What M4c/M4b can reuse from this shell:

  • Layout: <Header /> / <Footer /> (components/layout/) already wrap every route via app/layout.tsx; new routes under app/ inherit them for free.
  • Design system: components/ui/{button,card,badge,dialog}.tsx — small, shadcn-flavored primitives (cva variants, cn() merge helper in lib/utils.ts). All tokens are CSS variables in app/globals.css (--color-accent, --color-hidden, --radius-*, --font-*), so new components inherit the palette by using the same Tailwind utility names (bg-accent, text-hidden-strong, rounded-[var(--radius-md)], etc.) rather than hardcoding colors.
  • Proof affordances: <VerifiedStamp /> / <ProvablyHiddenTag /> (components/proof/verified-stamp.tsx) are built to be reused by the board's live proof-status indicator ("proving… → verified on-chain ✓").
  • Wallet: useWallet() gives the board an already-connected address and network state; it does not yet expose signTransaction — M4c will likely want to add a signAndSubmit helper to the adapter when it starts building real transactions.
  • Map data: lib/map/city.json is a direct copy of games/blackout/map/city.json (100 nodes, 293 edges, three ticket types) used today only for the static <CityMapPreview /> SVG teaser (components/map/city-map-preview.tsx). M4c's real interactive board will need pawn positions, click targets, and animation — treat this preview as a starting reference, not the board itself.
  • On-chain evidence: lib/chain.ts holds the live testnet referee contract ID and its stellar.expert URL — reuse this constant rather than re-hardcoding the address elsewhere.

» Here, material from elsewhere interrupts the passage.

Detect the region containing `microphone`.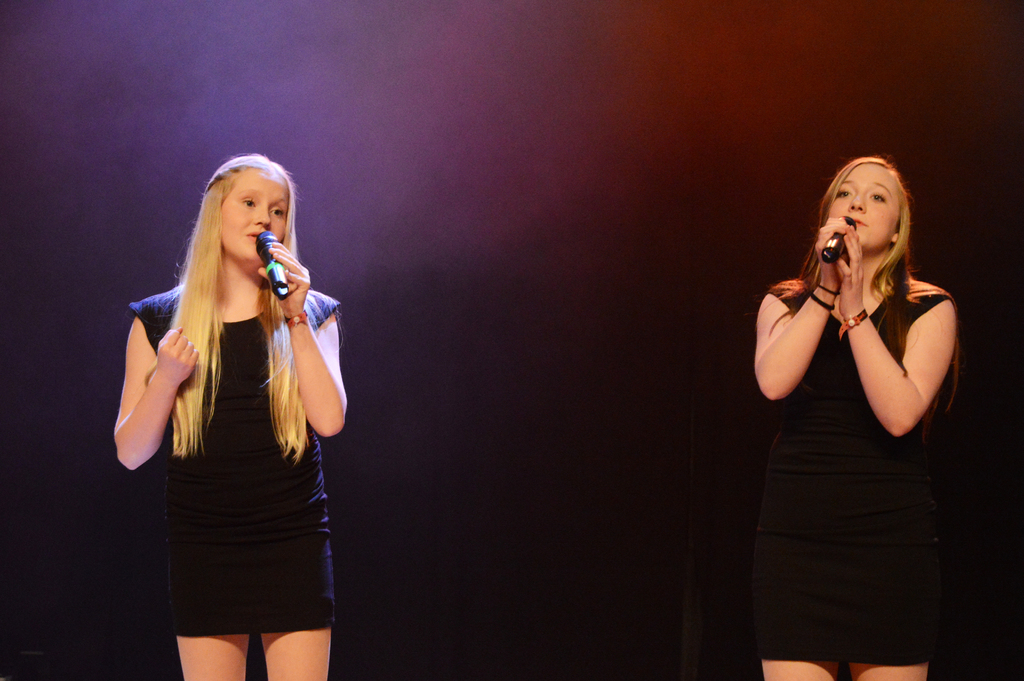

Notable implementation choices

  • Tailwind v4, not v3 — CSS-first @theme tokens in app/globals.css instead of tailwind.config.js. Network access was available during this build, so the latest stable toolchain was used rather than pinning an older config-file-based version.
  • Next 16 + React 19 + Turbopack — also latest-stable at build time.
  • No shadcn CLI / Radixcomponents/ui/* are hand-authored, dependency-light equivalents (native <dialog> for the Dialog primitive instead of Radix, class-variance-authority + tailwind-merge for variant styling like shadcn itself uses). This was a deliberate choice for a smaller dependency surface, not a network fallback — pnpm dlx shadcn was never attempted.
  • @stellar/freighter-api is a real dependency (v6.0.1) — its published type declarations reference an internal, unpublished path alias (@shared/api/types) that doesn't resolve outside Freighter's own monorepo. skipLibCheck: true (inherited from the repo's tsconfig.base.json) avoids surfacing that as a typecheck failure; this was verified directly (see git history / build log) rather than assumed.